Discussion:
High-speed recommendation?
(too old to reply)
NoBody
2004-01-06 07:20:47 UTC
Permalink
I've been a happy Flex dial-up customer for years. In the near future,
I am planning to go high-speed with a wireless setup at home. I'm not
interested in gaming. Just want a fast, reliable connection to do
online research, downloads, and some uploads--including using iDisk
@mac.com.

So, what's the best way to go? RR? Verizon DSL? Flex DSL? Something
else?

TIA,

Leon
alohacyberian
2004-01-06 08:30:27 UTC
Permalink
Post by NoBody
I've been a happy Flex dial-up customer for years. In the near future,
I am planning to go high-speed with a wireless setup at home. I'm not
interested in gaming. Just want a fast, reliable connection to do
online research, downloads, and some uploads--including using iDisk
@mac.com.
So, what's the best way to go? RR? Verizon DSL? Flex DSL? Something
else?
Which island? KM
--
(-:alohacyberian:-) At my website there are 3000 live cameras or
visit NASA, play games, read jokes, send greeting cards & connect
to CNN news, NBA, the White House, Academy Awards or learn all
about Hawaii, Israel and more: http://keith.martin.home.att.net/
NoBody
2004-01-06 22:41:54 UTC
Permalink
Oops! Oahu, Kaneohe to be precise.
Post by alohacyberian
Which island? KM
Robert S Brewer
2004-01-10 03:45:21 UTC
Permalink
Post by NoBody
I've been a happy Flex dial-up customer for years. In the near future,
I am planning to go high-speed with a wireless setup at home. I'm not
interested in gaming. Just want a fast, reliable connection to do
online research, downloads, and some uploads--including using iDisk
@mac.com.
So, what's the best way to go? RR? Verizon DSL? Flex DSL? Something
else?
LavaNet is another option for DSL. I work there, so naturally I am biased. :)

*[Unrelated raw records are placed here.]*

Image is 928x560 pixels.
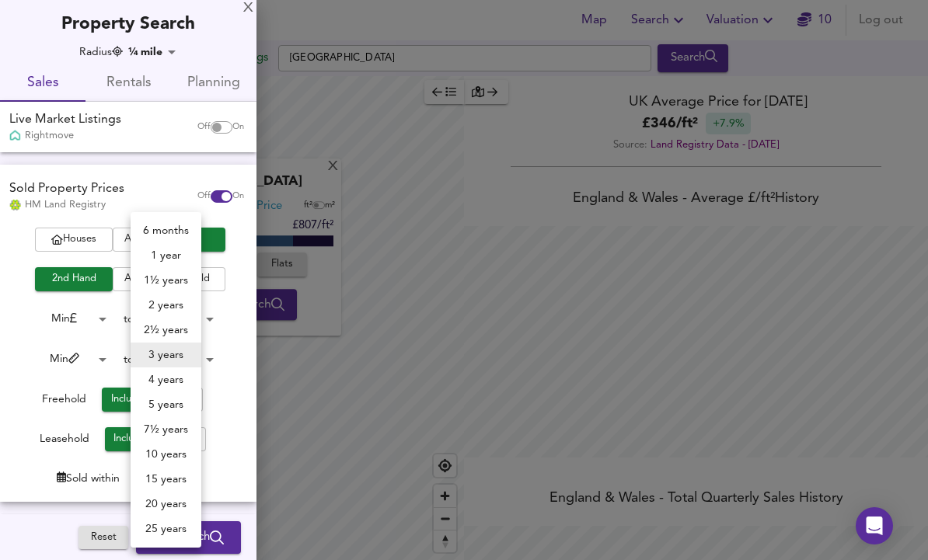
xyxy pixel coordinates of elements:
[131,293,201,318] li: 2 years
[131,467,201,491] li: 15 years
[131,442,201,467] li: 10 years
[131,218,201,243] li: 6 months
[131,243,201,268] li: 1 year
[856,507,893,544] div: Open Intercom Messenger
[131,417,201,442] li: 7½ years
[131,367,201,392] li: 4 years
[131,491,201,516] li: 20 years
[131,318,201,343] li: 2½ years
[131,268,201,293] li: 1½ years
[131,392,201,417] li: 5 years
[131,343,201,367] li: 3 years
[131,516,201,542] li: 25 years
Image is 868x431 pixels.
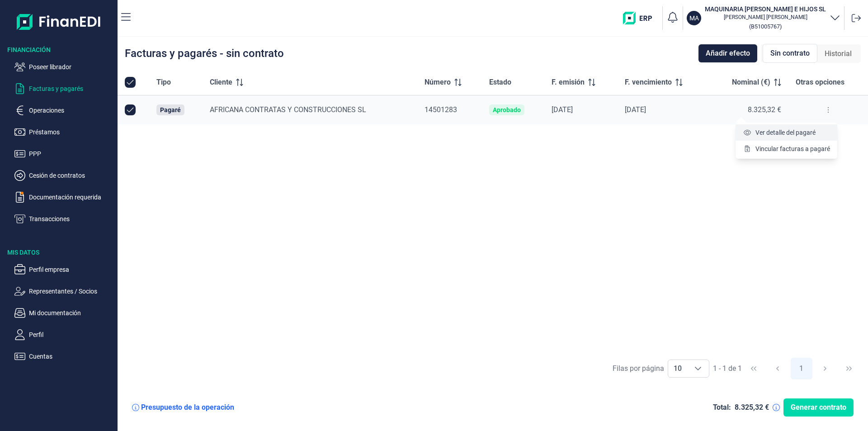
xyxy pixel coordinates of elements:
[14,329,114,340] button: Perfil
[824,48,852,59] span: Historial
[156,77,171,88] span: Tipo
[14,307,114,318] button: Mi documentación
[29,286,114,296] p: Representantes / Socios
[29,264,114,275] p: Perfil empresa
[29,148,114,159] p: PPP
[17,7,101,36] img: Logo de aplicación
[424,77,451,88] span: Número
[814,358,836,379] button: Next Page
[623,12,659,25] img: erp
[125,104,136,115] div: Row Unselected null
[210,105,366,114] span: AFRICANA CONTRATAS Y CONSTRUCCIONES SL
[489,77,511,88] span: Estado
[687,5,841,31] button: MAMAQUINARIA [PERSON_NAME] E HIJOS SL[PERSON_NAME] [PERSON_NAME](B51005767)
[732,77,771,88] span: Nominal (€)
[736,141,837,157] li: Vincular facturas a pagaré
[706,48,750,59] span: Añadir efecto
[14,286,114,296] button: Representantes / Socios
[210,77,232,88] span: Cliente
[796,77,845,88] span: Otras opciones
[699,44,757,62] button: Añadir efecto
[783,398,854,416] button: Generar contrato
[743,128,816,137] a: Ver detalle del pagaré
[743,358,764,379] button: First Page
[763,44,818,63] div: Sin contrato
[713,365,742,372] span: 1 - 1 de 1
[29,83,114,94] p: Facturas y pagarés
[705,14,826,21] p: [PERSON_NAME] [PERSON_NAME]
[29,192,114,203] p: Documentación requerida
[551,105,610,114] div: [DATE]
[29,170,114,181] p: Cesión de contratos
[14,105,114,116] button: Operaciones
[29,213,114,224] p: Transacciones
[29,61,114,72] p: Poseer librador
[493,106,521,113] div: Aprobado
[748,105,782,114] span: 8.325,32 €
[14,126,114,137] button: Préstamos
[625,77,672,88] span: F. vencimiento
[705,5,826,14] h3: MAQUINARIA [PERSON_NAME] E HIJOS SL
[14,192,114,203] button: Documentación requerida
[613,363,664,374] div: Filas por página
[160,106,181,113] div: Pagaré
[791,402,846,413] span: Generar contrato
[689,14,699,22] p: MA
[424,105,457,114] span: 14501283
[818,45,859,63] div: Historial
[14,83,114,94] button: Facturas y pagarés
[14,213,114,224] button: Transacciones
[29,329,114,340] p: Perfil
[625,105,701,114] div: [DATE]
[125,48,284,59] div: Facturas y pagarés - sin contrato
[14,170,114,181] button: Cesión de contratos
[29,351,114,362] p: Cuentas
[141,403,234,412] div: Presupuesto de la operación
[29,307,114,318] p: Mi documentación
[736,124,837,141] li: Ver detalle del pagaré
[14,264,114,275] button: Perfil empresa
[668,360,687,377] span: 10
[14,351,114,362] button: Cuentas
[838,358,860,379] button: Last Page
[743,144,830,153] a: Vincular facturas a pagaré
[14,148,114,159] button: PPP
[687,360,709,377] div: Choose
[791,358,812,379] button: Page 1
[551,77,585,88] span: F. emisión
[771,48,810,59] span: Sin contrato
[735,403,769,412] div: 8.325,32 €
[125,77,136,88] div: All items selected
[29,126,114,137] p: Préstamos
[756,128,816,137] span: Ver detalle del pagaré
[29,105,114,116] p: Operaciones
[756,144,830,153] span: Vincular facturas a pagaré
[713,403,731,412] div: Total:
[749,23,782,30] small: Copiar cif
[767,358,788,379] button: Previous Page
[14,61,114,72] button: Poseer librador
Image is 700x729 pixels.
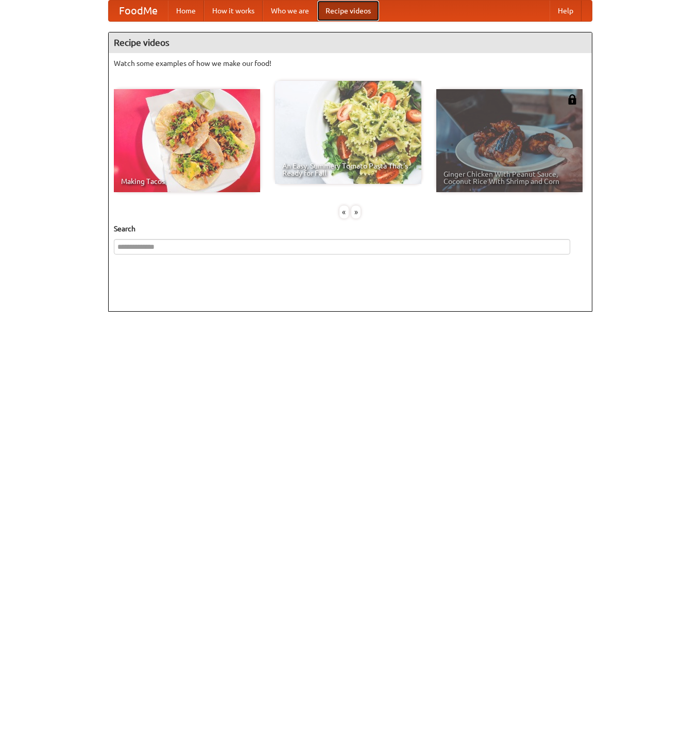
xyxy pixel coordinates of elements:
a: Help [550,1,581,21]
div: » [351,205,360,218]
a: How it works [204,1,263,21]
p: Watch some examples of how we make our food! [114,58,587,69]
h5: Search [114,224,587,234]
h4: Recipe videos [108,32,592,53]
a: Home [168,1,204,21]
a: Making Tacos [114,89,260,192]
a: FoodMe [108,1,168,21]
a: Who we are [263,1,317,21]
div: « [340,205,349,218]
span: Making Tacos [121,178,253,185]
span: An Easy, Summery Tomato Pasta That's Ready for Fall [282,162,414,176]
img: 483408.png [567,94,577,104]
a: An Easy, Summery Tomato Pasta That's Ready for Fall [275,81,421,184]
a: Recipe videos [317,1,379,21]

<http://www.lava.net/sales/dsl.html>

We don't have any restrictions on setting up home wireless gateways (at
one time some competitors did, but that might be outdated info). I use iDisk
occasionally with no problems. The round-trip latency is about 65 ms to
idisk.mac.com from the office here (add 20-30 ms for DSL). We also have an
Akamai cluster in our NOC, which can significantly speed up contact with
apple.com since Apple uses Akamai for their web site and some software
updates. You sound like you probably don't need it, but we have good Mac-savvy
technical suport (Macs sit on the desks of almost half the managers,
including president and vice president).

Good luck, and I hope you enjoy wireless and broadband!